Demographic breakdown

Readers by professional status Count As %
Other 4 20%
Student > Bachelor 2 10%
Student > Ph. D. Student 2 10%
Researcher 2 10%
Student > Postgraduate 2 10%
Other 5 25%
Unknown 3 15%
Readers by discipline Count As %
Medicine and Dentistry 8 40%
Nursing and Health Professions 2 10%
Biochemistry, Genetics and Molecular Biology 1 5%
Computer Science 1 5%
Agricultural and Biological Sciences 1 5%
Other 2 10%
Unknown 5 25%
Attention Score in Context

Attention Score in Context

This research output has an Altmetric Attention Score of 2. This is our high-level measure of the quality and quantity of online attention that it has received. This Attention Score, as well as the ranking and number of research outputs shown below, was calculated when the research output was last mentioned on 03 February 2016.
All research outputs
#16,721,208
of 25,373,627 outputs
Outputs from The International Journal of Cardiovascular Imaging
#802
of 2,012 outputs
Outputs of similar age
#234,546
of 405,428 outputs
Outputs of similar age from The International Journal of Cardiovascular Imaging
#3
of 33 outputs
Altmetric has tracked 25,373,627 research outputs across all sources so far. This one is in the 32nd percentile – i.e., 32% of other outputs scored the same or lower than it.

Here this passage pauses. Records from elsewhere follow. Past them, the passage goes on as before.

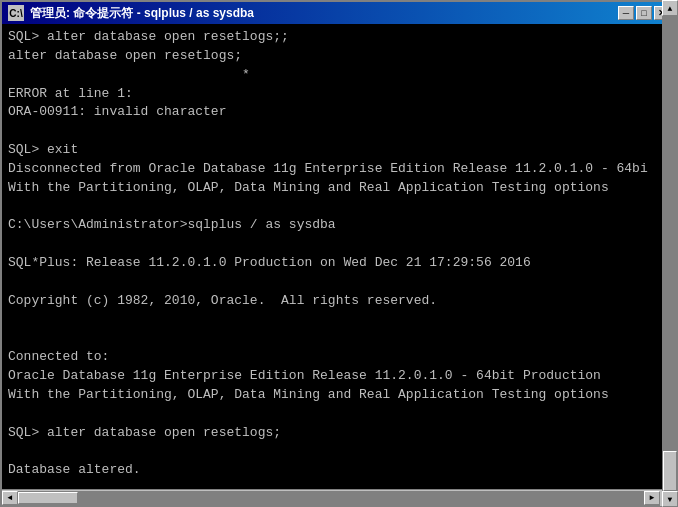 The height and width of the screenshot is (507, 678). What do you see at coordinates (339, 38) in the screenshot?
I see `console-line: SQL> alter database open resetlogs;;` at bounding box center [339, 38].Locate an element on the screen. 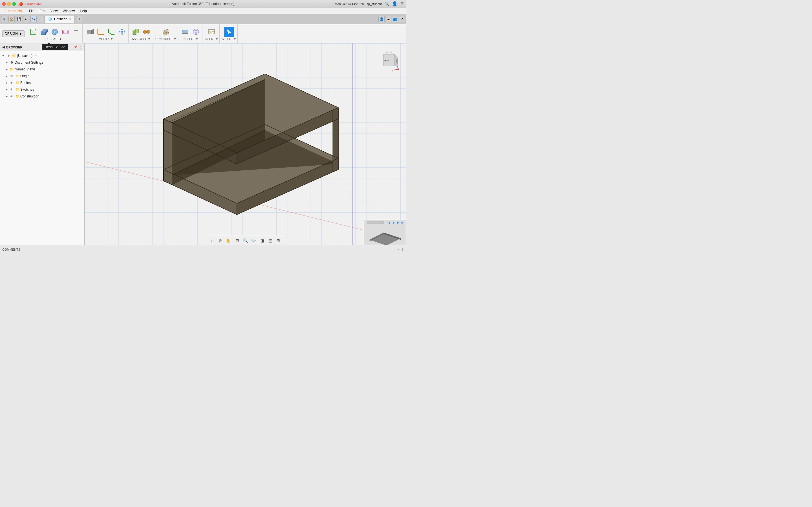 This screenshot has width=812, height=507. browser-tree: ▼ 👁 📁 (Unsaved) ✓ ▶ ⚙ Document Settings … is located at coordinates (42, 148).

So far Altmetric has tracked 2,012 research outputs from this source. They receive a mean Attention Score of 2.3. This one has gotten more attention than average, scoring higher than 54% of its peers.

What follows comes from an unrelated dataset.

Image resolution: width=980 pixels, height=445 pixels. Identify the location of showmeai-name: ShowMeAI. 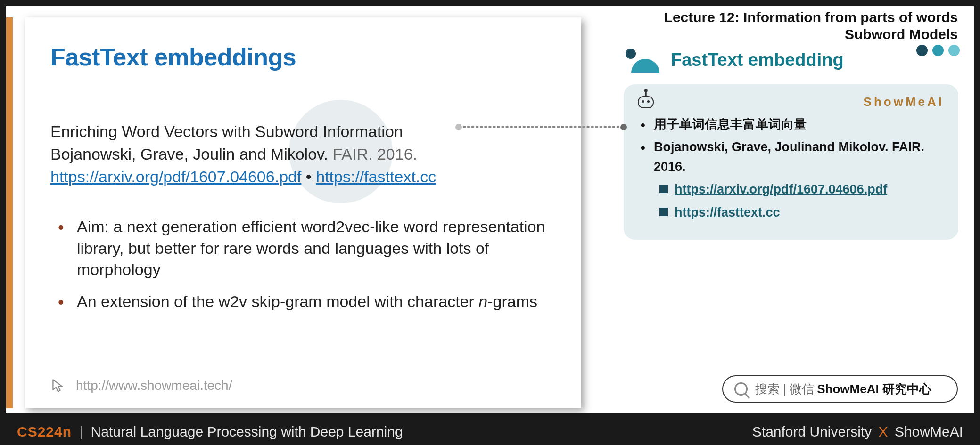
(929, 431).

Older research outputs will score higher simply because they've had more time to accumulate mentions. To account for age we can compare this Altmetric Attention Score to the 405,428 tracked outputs that were published within six weeks on either side of this one in any source. This one is in the 39th percentile – i.e., 39% of its contemporaries scored the same or lower than it.
We're also able to compare this research output to 33 others from the same source and published within six weeks on either side of this one. This one has done well, scoring higher than 87% of its contemporaries.